Reinforcing Cycles: Each dysfunction reinforcing others through biological feedback loops, creating stable but unhealthy patterns that resist isolated interventions.
This systems profile suggests that Alice doesn't need eight different treatments for eight different problems. She needs a coordinated approach that addresses the central dysregulation while supporting her body's natural capacity for balance and repair.

The Paradox of Systems Work

Here's what makes systems thinking both powerful and challenging: it often requires doing less, not more.
Alice's instinct—reinforced by her medical team—has been to find a solution for each symptom. More medications, more specialists, more interventions. But systems thinking suggests that her body might be overwhelmed by trying to adapt to too many inputs at once.
What if instead of adding more treatments, Alice focused on removing obstacles to her body's natural healing capacity? What if instead of fighting each symptom individually, she created conditions that allow her entire system to shift toward health?
This doesn't mean ignoring symptoms or avoiding medical care.
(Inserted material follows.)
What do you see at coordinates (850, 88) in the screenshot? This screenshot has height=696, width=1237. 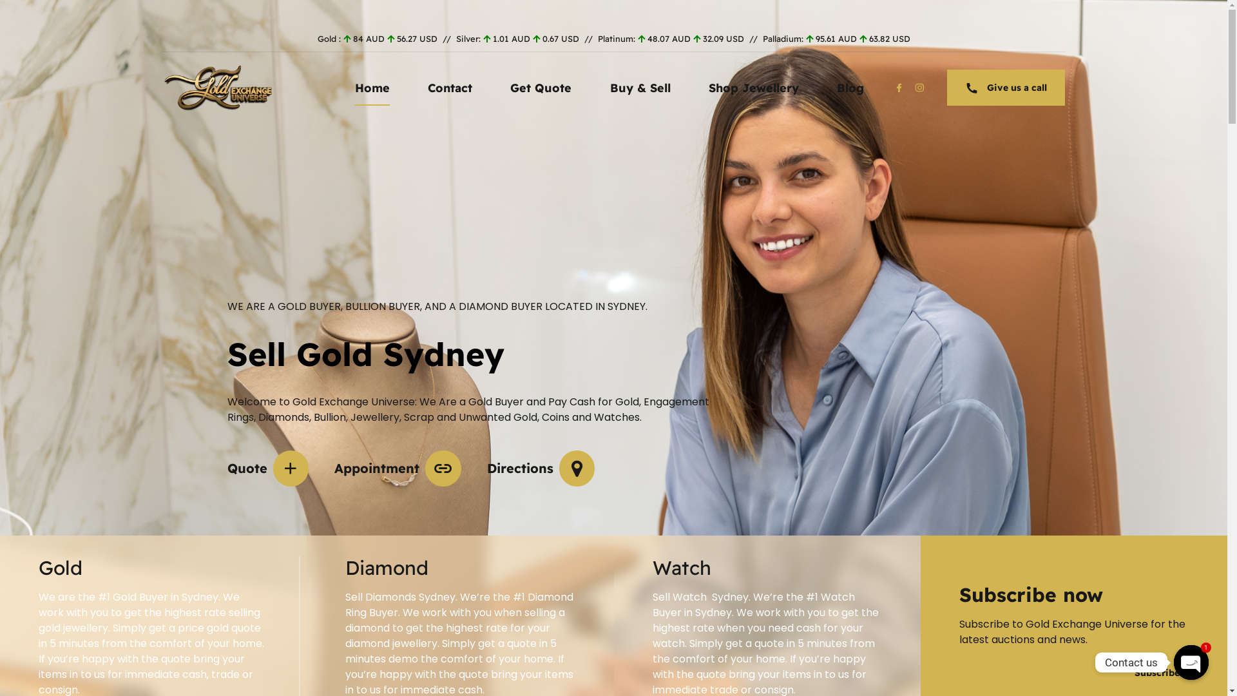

Alice's clear scans and stable cancer markers remain critically important, and some of her symptoms may require ongoing medical management. But it does mean holding a larger view—seeing her symptoms as messages from an intelligent system seeking balance rather than random malfunctions to be suppressed.

What Comes Next

Alice's story reveals the limitation of treating complex health problems one symptom at a time. Her fatigue, joint pain, brain fog, and sleep problems aren't separate issues—they're expressions of systemic dysregulation that requires a systemic response.
But recognizing the need for systems thinking is only the first step. The next question becomes: what kind of systems thinking?
Different traditions and disciplines offer different maps for understanding how complex biological systems work and how to support their return to balance. Western systems biology focuses on network medicine and multi-level interventions. Chinese medicine offers frameworks based on qi, blood, and organ networks. Functional medicine looks at root causes and upstream factors.
These different approaches may use different languages and emphasize different aspects of systemic function, but they share a common insight: lasting healing requires seeing the whole person, not just individual symptoms.
In our next exploration, we'll examine how these different ways of understanding systems converge on similar insights about what Alice needs to heal. Because while the languages differ, they point toward the same truth: Alice is not a collection of broken parts but a living system seeking coherence.
The moles keep popping up because the ground is unstable. When we stabilize the ground, the moles stop appearing—not because we've whacked them all, but because the conditions that created them have changed.